Summary: Humanistic Management as a Procedure and a Project

In the age of globality, everyone’s economic interests are increasingly enmeshed with those of everyone else. Both within the firm and in relation to its various stakeholders a need for global ethical standards is ever more strongly felt. Global economies require a cosmopolitan ethic directed by a joint humanistic vision that can be endorsed by values and norms substantiated by the common human experience. Yet both in theory and in practice, management is today far from meeting this need for a cosmopolitan ethos.

Neglect of the idea of freedom in economics has led to an inadequate conceptualization of ethical responsibilities within management theory. In a critical review of the history of economic ideas, I have investigated how the idea of freedom was gradually removed from the canon of economics. This reconstruction led to a deconstruction of certain axioms of neoclassical economics that hamper contemporary efforts in integrating ethics firmly into management education. This goes to show that a constructive use of the idea of responsible freedom could correct and complement the current quantitative focus in business theory through qualitative orientations.

At the root of the humanistic conception of business lies the insight that a functioning economy is not driven by impersonal, blind economic forces but rather rests on the personal freedom of each and depends on the responsibility of all. Business is, after all, conducted by people, with people, for people (Dierksmeier 2011). Since not only materialistic tendencies but also idealistic aspirations define human life, values and virtues should also become an essential component of management theory. Since moral motifs, just as much as material motivations are drivers of human behavior, economic anthropology would be myopic were it not also informed by the ethics aspirations of humanity.

Yet any and all forms of moral responsibility presuppose individual freedom, which is why humanistic management theory cannot be advanced without a viable conception of freedom. Turning away from the overly reductionist, quantitative notions of economic liberty that have been popularized by the Chicago School of Economics, I suggested to embrace instead a qualitative idea of responsible freedom. Guided by this idea we might orient business conduct away from a focus on quantitative maximization to richer qualitative standards directed by a by human dignity at their center.
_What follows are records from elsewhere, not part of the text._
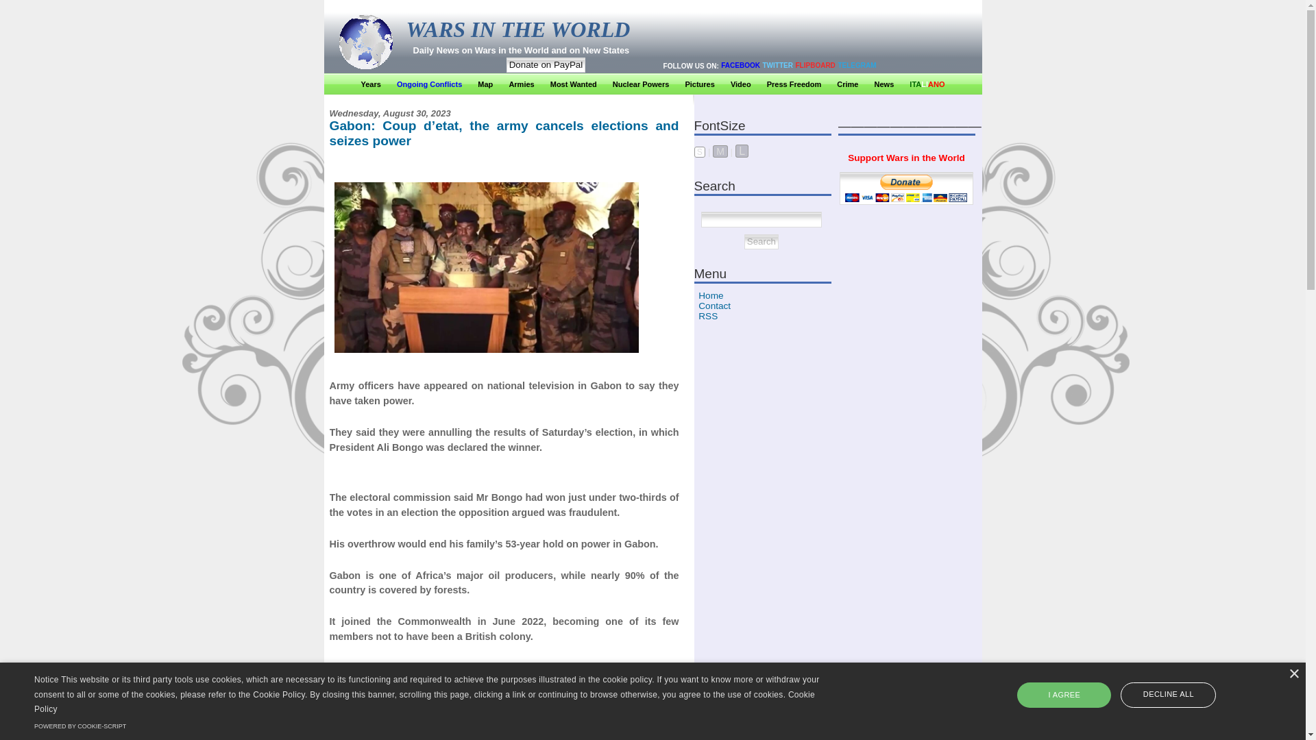 Image resolution: width=1316 pixels, height=740 pixels. I want to click on WARS IN THE WORLD, so click(517, 29). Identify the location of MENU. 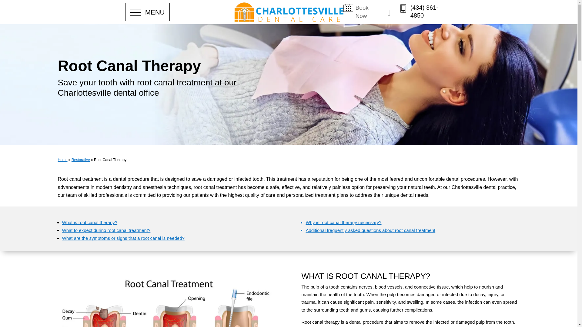
(147, 13). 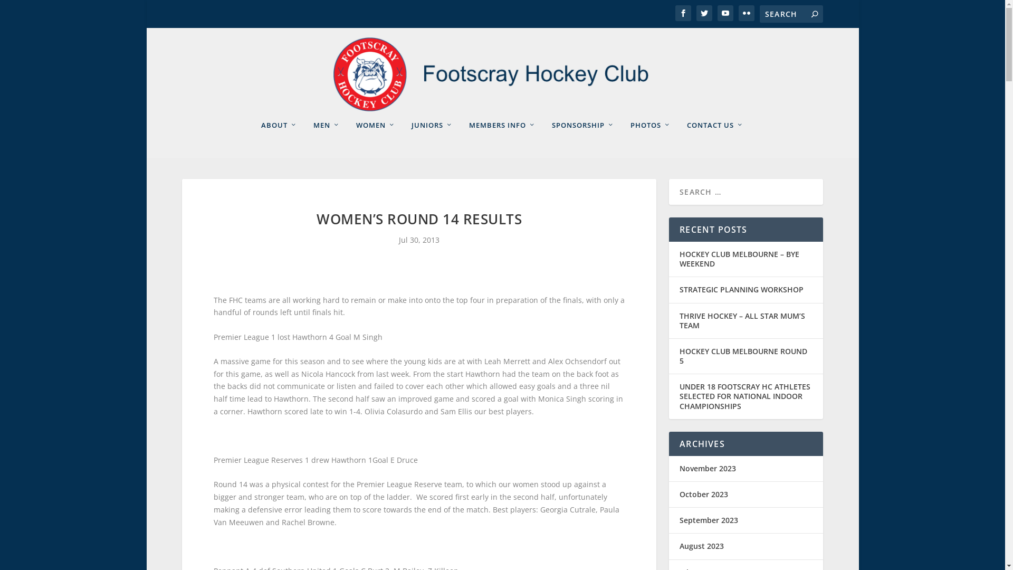 What do you see at coordinates (433, 139) in the screenshot?
I see `JUNIORS` at bounding box center [433, 139].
Humanistic management is a conception encompassing moral, social, and ecological sustainability criteria precisely because it sees individual autonomy not just as an entitlement for self-determination but also as an obligation for self-commitment: Individual liberty and cosmopolitan responsibility belong together and strengthen one another. Yet given the multi-cultural setup of contemporary business and the plurality of normative views espoused all over the world, the integration of ethical considerations into management theory must be accomplished in ways that respect the legitimate differences of cultures and civilizations. Respect for difference does, however, not rule out the identification and operationalization of norms on which humanity converges. A ‘global ethic,’ built around principles and values which people from everywhere have forever agreed on, can be an important lodestar for the increasingly cosmopolitan tasks of humanistic management. In light of these perspectives, humanistic management not only stands up for the human rights of each but also reminds us of the human responsibilities of us all. Humanistic management, in short, aspires to use business as a means for the end of improving each and every individual’s conditions in the interest and service of their unconditional dignity.